The former option obviously achieves easier deployment for applications, which don’t have to do anything, but is more effort for kernel developers and requires a wider interface to the kernel to configure the TLS stack. The latter option is inherently more flexible but does not provide as immediate transparent deployment. It is also possible for systems to offer both options.

6. TLS Profile

Implementations of this specification MUST at minimum support TLS 1.2 [RFC5246] and MUST support cipher suite XXX. Implementations MUST NOT negotiate versions of TLS prior to TLS 1.2. [[OPEN ISSUE: What cipher suites? Presumably we require one authenticated and one anonymous cipher suite, all with GCM.]] [[OPEN ISSUE: If TLS 1.3 is ready, we may want to require that.]]

7. Channel Bindings

This specification is compatible with external authentication via TLS Channel Bindings [RFC5929]. If Channel Bindings are to be used, the TLS Extended Master Secret Extension [I-D.ietf-tls-session-hash]

8. NAT/Firewall considerations

If use of TLS is negotiated, the data sent over TCP simply is TLS data in compliance with {{RFC5246}. Thus it is extremely likely to pass through NATs, firewalls, etc. The only kind of middlebox that is likely to cause a problem is one which does protocol enforcement that blocks TLS on arbitrary (non-443) ports but also passes unknown TCP options. Although no doubt such devices do exist, because this is a common scenario, a client machine should be able to probe to determine if it is behind such a device relatively readily.

9. IANA Considerations

IANA [shall register/has registered] the TCP option XX for TCP-TLS.

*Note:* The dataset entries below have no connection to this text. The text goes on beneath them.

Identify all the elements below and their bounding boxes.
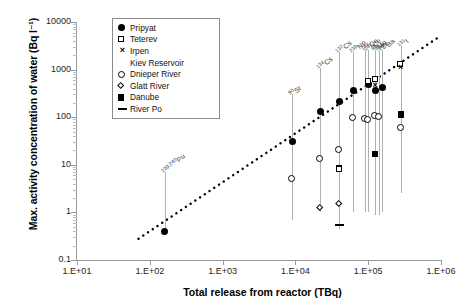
legend-label: Irpen [130, 46, 149, 56]
data-point-filled-circle [289, 138, 296, 145]
legend-label: Glatt River [130, 81, 169, 91]
legend-label: Danube [130, 92, 159, 102]
y-tick-label: 1000 [0, 64, 80, 74]
x-tick-label: 1.E+01 [42, 266, 112, 276]
x-tick [295, 260, 296, 265]
x-axis-title: Total release from reactor (TBq) [77, 286, 448, 298]
isotope-spine [292, 94, 293, 219]
x-tick-label: 1.E+04 [260, 266, 330, 276]
filled-circle-icon [118, 22, 130, 34]
legend-label: Dnieper River [130, 69, 181, 79]
open-circle-icon [118, 68, 130, 80]
data-point-filled-circle [372, 87, 379, 94]
x-tick [368, 260, 369, 265]
x-tick-label: 1.E+05 [333, 266, 403, 276]
x-axis-line [77, 260, 442, 261]
data-point-open-circle [375, 113, 382, 120]
legend-label: Kiev Reservoir [130, 58, 184, 68]
data-point-filled-circle [161, 228, 168, 235]
legend-item-river-po[interactable]: River Po [118, 103, 215, 115]
legend-item-kiev-reservoir[interactable]: Kiev Reservoir [118, 57, 215, 69]
isotope-spine [320, 68, 321, 213]
legend-label: Teterev [130, 34, 157, 44]
filled-triangle-icon [118, 57, 130, 69]
dash-icon [118, 103, 130, 115]
data-point-open-circle [288, 175, 295, 182]
x-tick [150, 260, 151, 265]
x-tick [441, 260, 442, 265]
y-tick-label: 1 [0, 206, 80, 216]
x-tick-label: 1.E+03 [188, 266, 258, 276]
data-point-open-square [365, 78, 371, 84]
isotope-spine [379, 50, 380, 215]
isotope-spine [365, 50, 366, 213]
isotope-spine [165, 172, 166, 231]
chart-legend: PripyatTeterev×IrpenKiev ReservoirDniepe… [112, 18, 220, 119]
legend-item-glatt-river[interactable]: Glatt River [118, 80, 215, 92]
legend-label: River Po [130, 104, 162, 114]
data-point-dash [335, 224, 344, 226]
x-tick [223, 260, 224, 265]
data-point-open-circle [397, 124, 404, 131]
legend-item-irpen[interactable]: ×Irpen [118, 45, 215, 57]
isotope-spine [353, 52, 354, 213]
isotope-spine [375, 50, 376, 215]
legend-item-danube[interactable]: Danube [118, 92, 215, 104]
legend-item-teterev[interactable]: Teterev [118, 34, 215, 46]
y-tick-label: 10 [0, 159, 80, 169]
data-point-filled-circle [379, 84, 386, 91]
open-diamond-icon [118, 80, 130, 92]
x-tick-label: 1.E+06 [406, 266, 460, 276]
data-point-open-circle [364, 116, 371, 123]
data-point-filled-square [372, 151, 378, 157]
data-point-open-square [336, 166, 342, 172]
isotope-spine [368, 50, 369, 213]
y-tick-label: 100 [0, 111, 80, 121]
legend-item-pripyat[interactable]: Pripyat [118, 22, 215, 34]
y-tick-label: 10000 [0, 16, 80, 26]
filled-square-icon [118, 92, 130, 104]
data-point-cross: × [396, 63, 405, 72]
isotope-spine [382, 50, 383, 213]
data-point-filled-square [398, 111, 404, 117]
y-tick-label: 0.1 [0, 254, 80, 264]
open-square-icon [118, 34, 130, 46]
legend-label: Pripyat [130, 23, 156, 33]
legend-item-dnieper-river[interactable]: Dnieper River [118, 68, 215, 80]
x-tick-label: 1.E+02 [115, 266, 185, 276]
data-point-filled-circle [350, 87, 357, 94]
cross-icon: × [118, 45, 130, 57]
x-tick [77, 260, 78, 265]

IANA [shall register/has registered] the ALPN code point “tcpao” to indicate the use of TCP-TLS with TCP-AO.

10. Security Considerations

The mechanisms in this document are inherently vulnerable to active attack because an attacker can remove the TCP-TLS option, thus downgrading you to ordinary TCP. Even when TCP-AO is used, all that is being provided is continuity of authentication from the initial handshake. If some sort of external authentication mechanism was provided or certificates are used, then you might get some protection against active attack.

Once the TCP-TLS option has been negotiated, then the connection is resistant to active data injection attacks. If TCP-AO is not used, then injected packets appear as bogus data at the TLS layer and will result in MAC errors followed by a fatal alert. The result is that while data integrity is provided, the connection is not resistant to DoS attacks intended to terminate it.

If TCP-AO is used, then any bogus packets injected by an attacker will be rejected by the TCP-AO integrity check and therefore will never reach the TLS layer. Thus, in this case, the connection is also resistant to DoS attacks, provided that endpoints require integrity protection for RST packets. If endpoints accept unauthenticated RST, then no DoS protection is provided.

11. References

11.1. Normative References

[I-D.ietf-tls-applayerprotoneg] Friedl, S., Popov, A., Langley, A. and S. Emile, "Transport Layer Security (TLS) Application Layer Protocol Negotiation Extension", Internet-Draft draft-ietf-tls-applayerprotoneg-05, March 2014.
[I-D.ietf-tls-session-hash] Bhargavan, K., Delignat-Lavaud, A., Pironti, A., Langley, A. and M. Ray, "Transport Layer Security (TLS) Session Hash and Extended Master Secret Extension", Internet-Draft draft-ietf-tls-session-hash-02, October 2014.
[RFC2119] Bradner, S., "Key words for use in RFCs to Indicate Requirement Levels", BCP 14, RFC 2119, March 1997.
[RFC5246] Dierks, T. and E. Rescorla, "The Transport Layer Security (TLS) Protocol Version 1.2", RFC 5246, August 2008.
[RFC5705] Rescorla, E., "Keying Material Exporters for Transport Layer Security (TLS)", RFC 5705, March 2010.
[RFC5925] Touch, J., Mankin, A. and R. Bonica, "The TCP Authentication Option", RFC 5925, June 2010.

11.2. Informative References

[I-D.bittau-tcp-crypt] Bittau, A., Boneh, D., Hamburg, M., Handley, M., Mazieres, D. and Q. Slack, "Cryptographic protection of TCP Streams (tcpcrypt)", Internet-Draft draft-bittau-tcp-crypt-04, February 2014.
[RFC5929] Altman, J., Williams, N. and L. Zhu, "Channel Bindings for TLS", RFC 5929, July 2010.